An investigation published late on 31 March revealed that more than 500,000 foreign-born children and grandchildren of Spanish citizens are waiting for their nationality applications to be processed under the 2022 ‘Law of Democratic Memory’. Data obtained via Spain’s transparency portal show that the backlog ballooned by 40 % in 2025, overwhelming consulates in Buenos Aires, Havana and Mexico City. Applicants complain of appointment portals crashing within seconds and of two-year waits for simple file reviews. One 24-year-old Argentine engineer told reporters he lost a Madrid job offer because the HR department could not sponsor a work permit while his nationality case remained pending. The Foreign Ministry attributes delays to “record demand” and says it has authorised 250 temporary hires and a pilot e-notarisation system that will allow birth and marriage certificates to be validated remotely. For companies looking to recruit Latin American talent, the nationality pathway is attractive: once approved, candidates obtain full EU free-movement rights, sidestepping work-permit quotas. The current bottleneck, however, undermines strategic workforce planning. Legal advisers recommend dual-track strategies—submitting both nationality and highly-qualified-worker (HQP) visa applications—to mitigate timing risks.

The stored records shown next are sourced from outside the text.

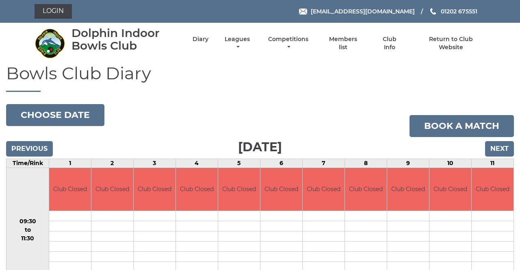 The width and height of the screenshot is (520, 270). What do you see at coordinates (53, 11) in the screenshot?
I see `a: Login` at bounding box center [53, 11]. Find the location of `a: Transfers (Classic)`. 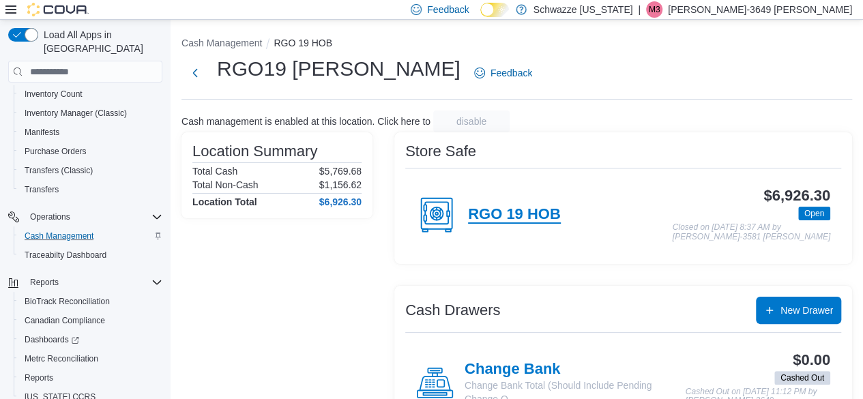

a: Transfers (Classic) is located at coordinates (59, 171).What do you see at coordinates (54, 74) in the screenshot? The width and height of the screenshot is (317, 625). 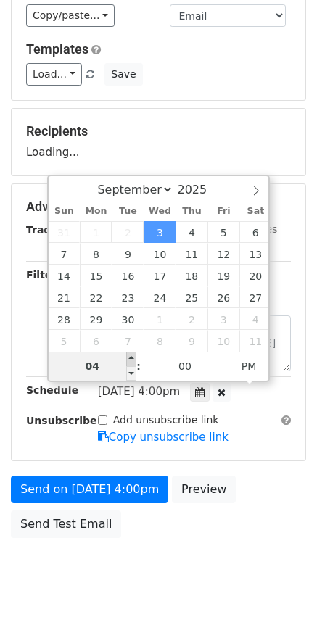 I see `a: Load...` at bounding box center [54, 74].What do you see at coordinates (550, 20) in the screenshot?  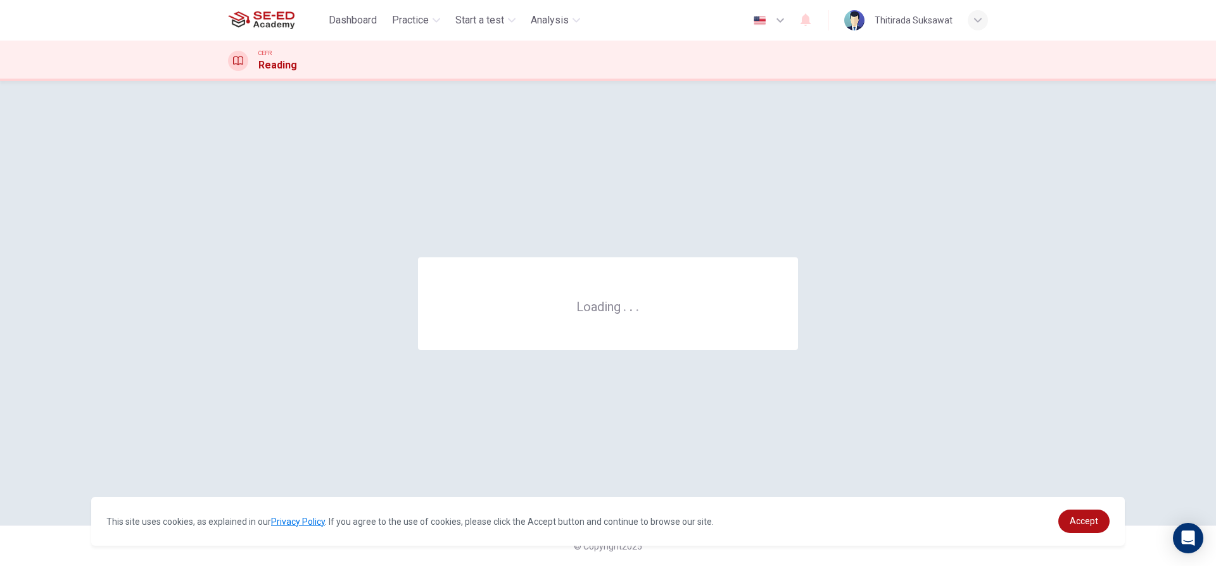 I see `span: Analysis` at bounding box center [550, 20].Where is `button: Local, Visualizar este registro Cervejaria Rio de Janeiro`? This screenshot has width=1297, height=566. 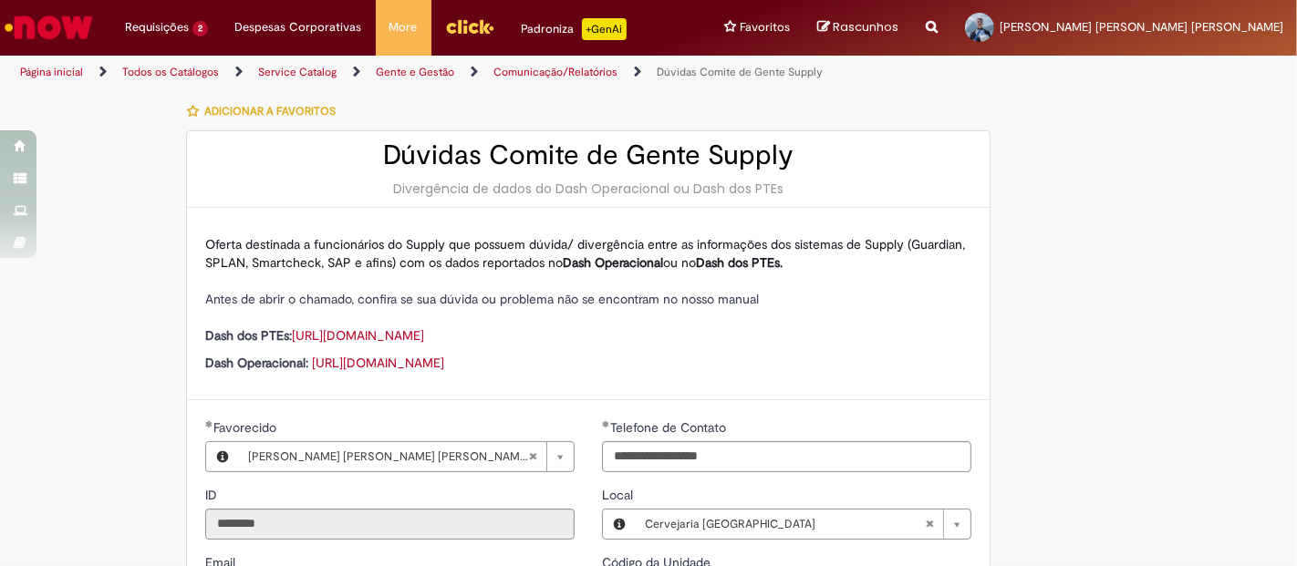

In that context, VisaHQ’s Spain portal (https://www.visahq.com/spain/) can assist both employers and applicants by offering step-by-step checklists for HQP, digital-nomad and other residence visas, real-time consular updates, and document-pre-screening tools that flag common errors before files are lodged—helping to keep recruitment timelines on track even while nationality cases wind through the system.
Spanish tech associations have called on the government to expand the digital-nomad residence route as an interim solution. Meanwhile, chambers of commerce in Mexico and Cuba urge Madrid to replicate the biometric-appointment outsourcing model used by the UK’s TLSContact network to clear the backlog before year-end. The Foreign Ministry pledges to publish monthly processing statistics and to roll out an AI-based triage tool by July. Observers will watch whether these measures translate into faster approvals ahead of Spain’s peak autumn hiring season.
In that context, VisaHQ’s Spain portal (https://www.visahq.com/spain/) can assist both employers and applicants by offering step-by-step checklists for HQP, digital-nomad and other residence visas, real-time consular updates, and document-pre-screening tools that flag common errors before files are lodged—helping to keep recruitment timelines on track even while nationality cases wind through the system.
Spanish tech associations have called on the government to expand the digital-nomad residence route as an interim solution. Meanwhile, chambers of commerce in Mexico and Cuba urge Madrid to replicate the biometric-appointment outsourcing model used by the UK’s TLSContact network to clear the backlog before year-end. The Foreign Ministry pledges to publish monthly processing statistics and to roll out an AI-based triage tool by July. Observers will watch whether these measures translate into faster approvals ahead of Spain’s peak autumn hiring season.